One Year, Five Royal Weddings
Dieter Schwarz
Sometimes,
the answer is staring you right in the face
all along.
Dieter and Flicka had managed to rent a house in the Apache Tears Ranch development that was only half a mile from Wulfram’s mansion. With the gates and fences surrounding every plot and the streets, however, the route between them wasn’t walkable. Dieterliked the security but detested the view of walls and iron. He missed the snow-capped Alps on the horizon.
He moved his and Alina’s possessions into their new house over one weekend with help from the Rogues and paid them, as is traditional, in beer and pizza.
Yet one man wasn’t there, and it left a void in Dieter’s life.
Dieter’s inheritance showed up in his wealth management and stockbrokeraccounts less than a week later, a long string of numerals punctuated with commas. He had not expected it nearly so soon.
As Wulf had suggested, much of the wealth transferred from the Mirabaud estate to Dieter was in the form of stocks and bonds from the banks and financial institutions that had purchased Geneva Trust’s assets. Without even contacting Océane, Dieter could see the trail of financialdeals that had occurred upon the liquidation of Geneva Trust. There were many, and they were complicated.
With the cash in his account and the stock in his name to be used as collateral, Dieter Schwarz began the unenviable task of expanding Rogue Security from a small, boutique protection services agency into a mammoth organization with nearly unlimited operations.
One afternoon while Alinawas away at her pre-school for a few hours, Dieter fretted over the possible purchases, hiring options, and financial vehicles, trying to come to decisions. The permutations of possibilities expanded every time he spoke to a subject matter expert, which meant his prior commanding officers and other people he knew in the clandestine services. Should he specialize in land operations? Should he buy twojets for long-range, large-scale operations, or would several helicopters be more flexible? He’d always liked underwater maneuvers. When he’d been planning the red herring operation to assault the Prince’s Palace from a yacht, just thinking about the possibility of a scuba-based assault had been a blast. Maybe boats? Maybe tanks.
He scrawled notes on a legal pad, red and blue and green ink runningover the neon yellow paper.
Names.
Numbers.
Costs and prices.
Dates: deliverables, projected, and insanely impossible.
Countries, regulations, and lawyers’ phone numbers.
Longitude and latitude.
Profanity concerning his state of affairs.
Math.
A green Post-It floated to the floor, sticking to a yellow one and escaping with it.
His legal pad was ripping across the top from flipping itback and forth.
Numbers covered one page, and he had no idea what they meant.
At a desk across from his in their small home office, Flicka had set up her wedding planning operation. After Wulfram had suggested yet another wedding, she’d balked, but he’d insisted upon it. She’d retrieved her sample binder from Rae and was flipping through it, inserting her fingernails at various places in thethick book and flopping wads of papers to find exactly what she needed. With a practiced swipe of her fingers over her cell phone screen, she dialed phone numbers from memory.
Flicka hung up her phone and grinned in a moment of triumph. “Well, that’s it.”
“What’s it?” he asked, chewing on a pencil that was already crumpled with bite marks.
“The wedding. I planned all of it for next week. Flowers,catering, and guests; menu, venue, and clothes. The details are written up in a double-entry ledger, and the entire wedding came in on time and under budget. You have a fitting tomorrow at ten for your suit.”
“The whole thing?” Dieter asked, stunned.
“Of course,” Flicka said, her emerald green eyes snapping with glee. “I’ve planned and executed five royal weddings in less than a year: me inParis, Wulfie’s civil ceremony and reception in Paris, Wulfie’s religious wedding in Montreux, us in Gibraltar, and us, here. That’s got to be some sort of record.”
His answer, right there, was staring him in the face.
Flicka mused, “Maybe I’ll open up a wedding planning business now that I’m not a princess anymore. I always thought that, someday, maybe I’d take a stab at something like that.I should do something. I don’t want to be useless. And I should do something to bring in some money. Being a bartender felt great. I brought home money, and people depended on me. I felt more powerful than I ever did as a princess, doing princess things.”
Dieter set his pen on the chaos of paper and Post-Its covering his desk. “Flicka, myDurchlauchtig,how would you likea job?”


Required action:
For each entry below, copy the text exactly and leave out any picture.

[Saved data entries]
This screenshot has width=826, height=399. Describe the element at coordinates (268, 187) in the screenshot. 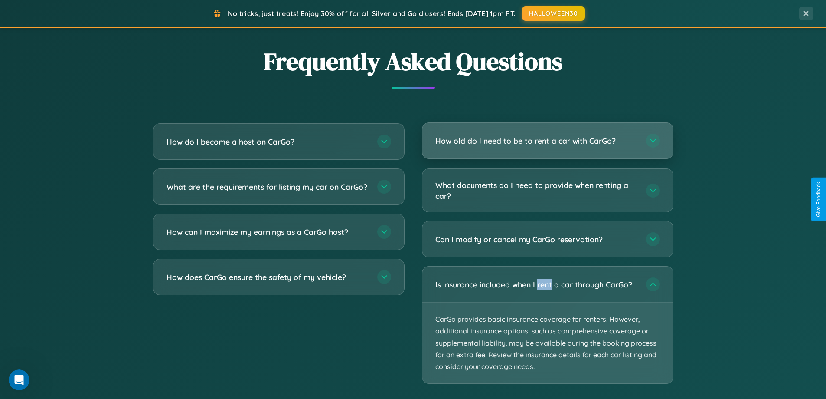

I see `h3: What are the requirements for listing my car on CarGo?` at that location.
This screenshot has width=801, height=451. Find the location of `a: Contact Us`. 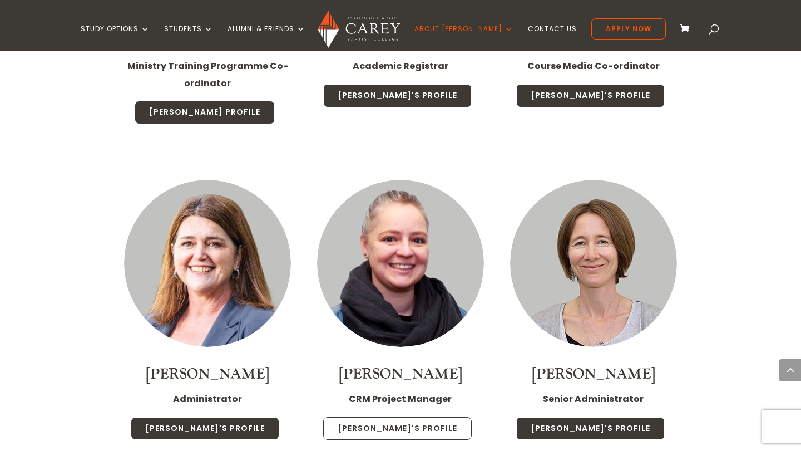

a: Contact Us is located at coordinates (552, 38).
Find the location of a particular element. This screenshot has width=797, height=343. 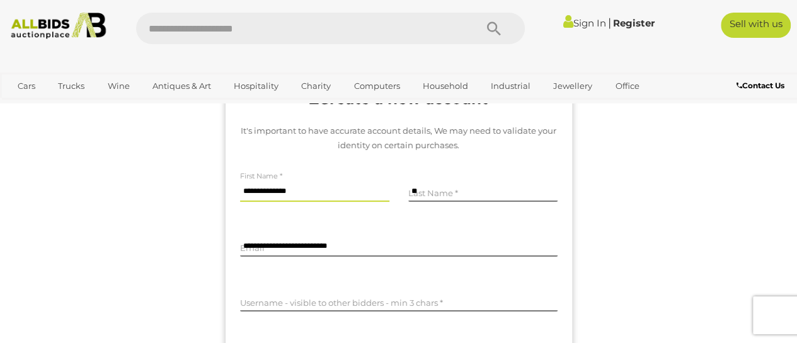

a: Jewellery is located at coordinates (572, 86).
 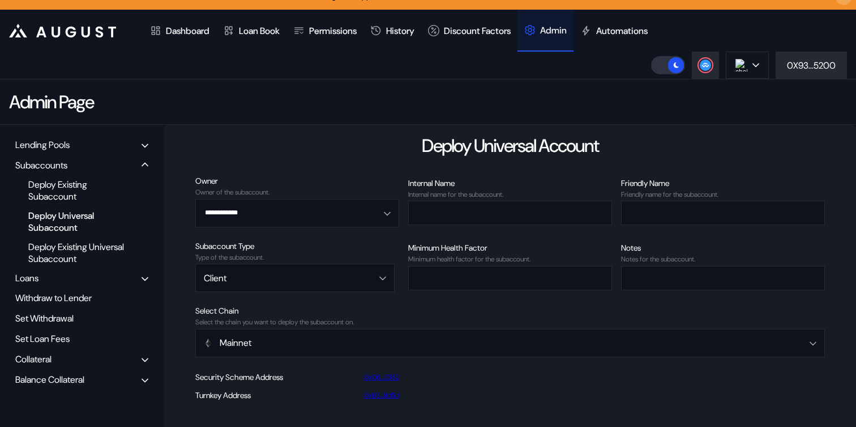 I want to click on a: Automations, so click(x=614, y=31).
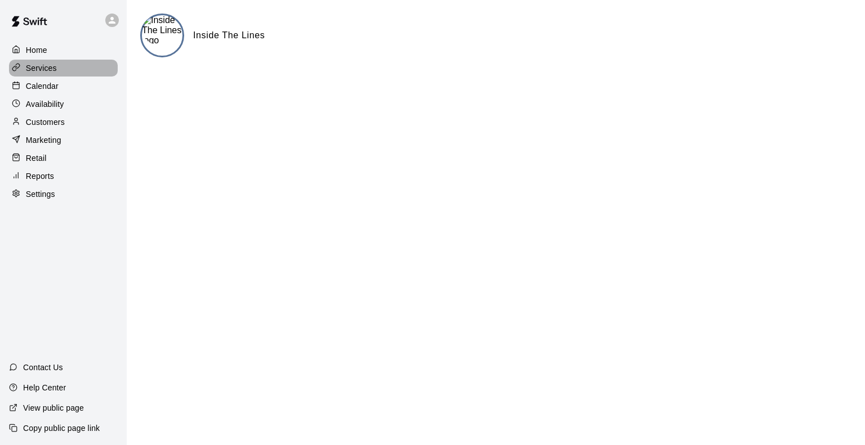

Answer:
This screenshot has width=826, height=399. Describe the element at coordinates (268, 187) in the screenshot. 

I see `h3: What are the requirements for listing my car on CarGo?` at that location.
This screenshot has width=801, height=451. Find the location of `a: Contact Us`. 

a: Contact Us is located at coordinates (552, 38).
Find the location of a particular element. This screenshot has width=797, height=343. 

a: Jewellery is located at coordinates (572, 86).
  I want to click on a: Automations, so click(x=614, y=31).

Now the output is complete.